A software system's life cycle is dominated by maintenance costs and efforts. A software system's architecture is acknowledged as a key determinant of the system's properties and its successful maintenance and evolution over the lifetime of a system. However, in the area of architecture-centered software maintenance, empirical research and technology transfer from academia to practice have been impeded by disjoint environments, redundant efforts, high costs associated with developing robust tools, and the lack of shared research infrastructure and datasets. To address these challenges, this project develops the Software Architecture INstrument (SAIN), a first-of-its-kind integration framework for assembling architecture-related techniques and tools with the goal of enabling empirical research in the context of software maintenance. SAIN will deliver a tool suite comprising four principal components: (1) a catalogued library of cutting-edge tools for reverse engineering and analyzing software systems' architectures, which increases reusability and eliminates redundant tool development across the community; (2) a plug-and-play instrument for integrating the tools and techniques to promote interoperability of existing solutions and enable the creation of new solutions; (3) reproducibility wizards to set up experiment-templates, produce replication packages, and release them in easy-to-run and modify formats, which promotes wide accessibility and smooth usage of existing techniques by researchers and practitioners; and (4) a public repository of software-architecture datasets and benchmarks for supporting a broad range of software-architecture empirical studies.
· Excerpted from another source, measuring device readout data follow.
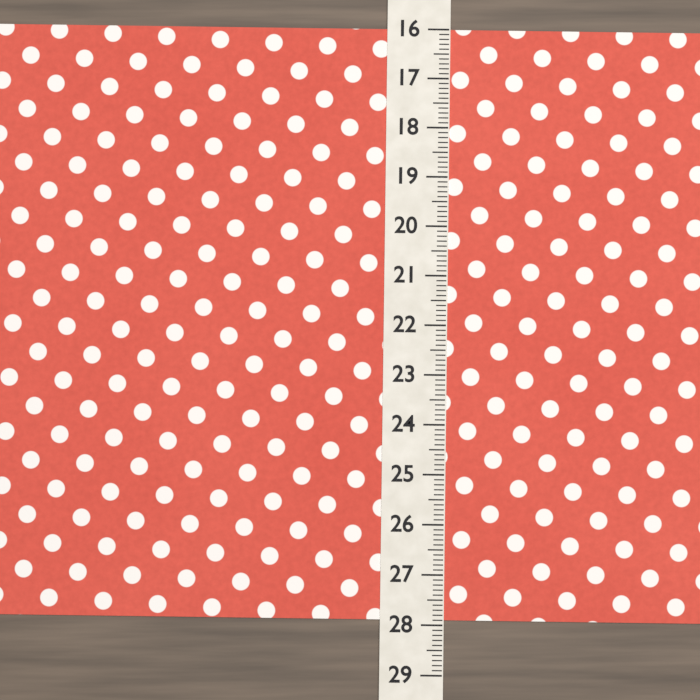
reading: 27.9 (no unit)
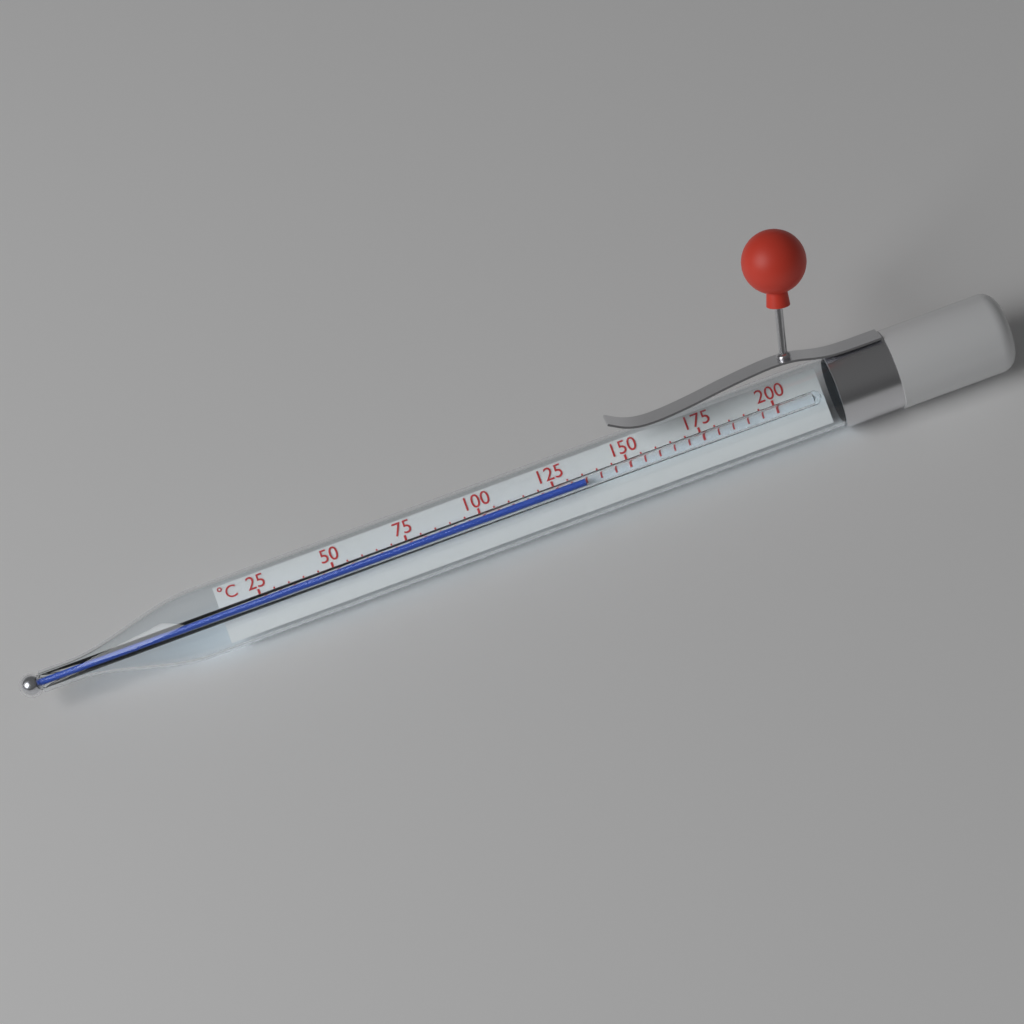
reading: 135 °C
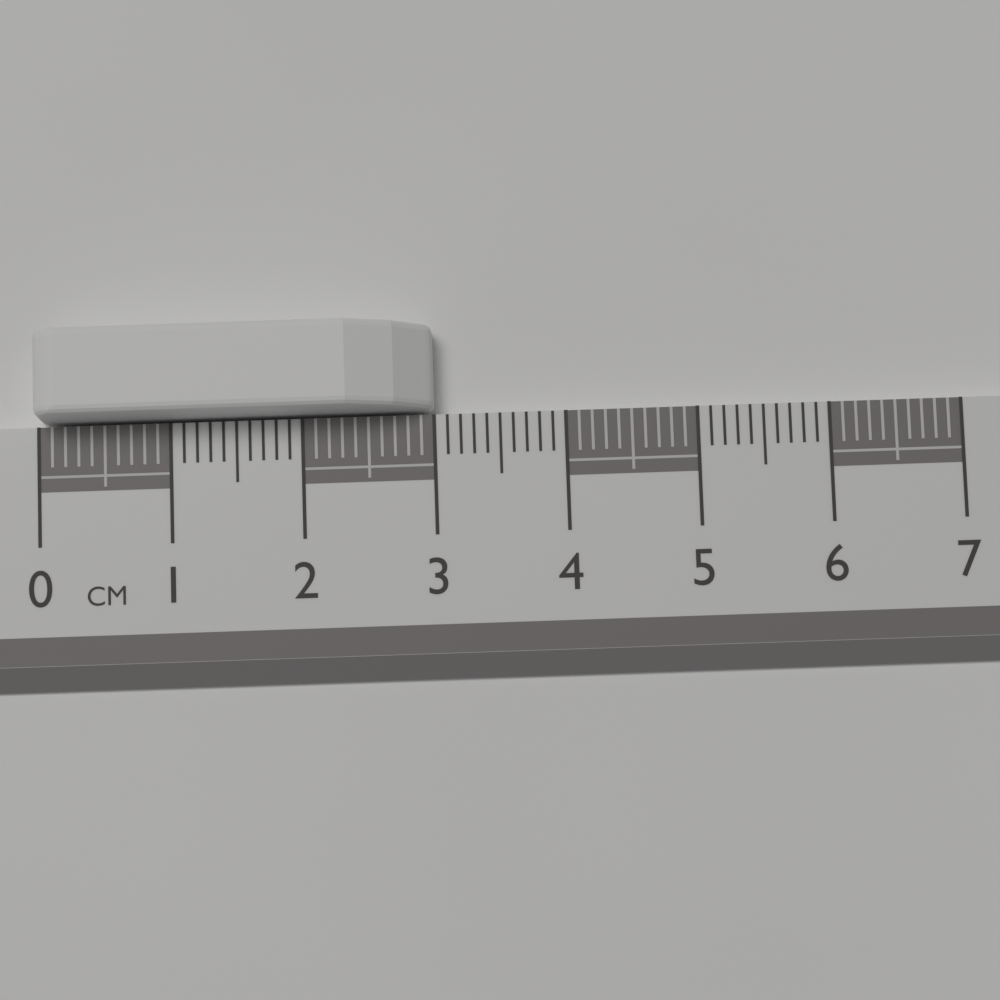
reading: 3.0 cm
SAIN aims to bridge the gap between academic research and practice in the software-architecture domain. On the one hand, SAIN will enable extensive empirical research by providing a large repository of architectural artifacts, including interoperable tools and benchmark datasets. As such, researchers will be able to compare and contrast different techniques using the same datasets to identify gaps and inaccuracies. This will enable new solutions for improving the state-of-the-art in software-architecture research. On the other hand, SAIN will provide practitioners with an authoritative source offering interoperable tools and feedback, as well as a channel to contribute cutting-edge architectural artifacts. In summary, SAIN has the potential to transform software architecture research and practice by (1) facilitating the discovery and adoption of cutting-edge techniques and tools that are best-suited to modern problems and (2) ensuring architecture's central role in a broad range of software-engineering activities. SAIN will be available for public use and will foster much more effective university-industry collaboration than is the case today.
This award reflects NSF's statutory mission and has been deemed worthy of support through evaluation using the Foundation's intellectual merit and broader impacts review criteria.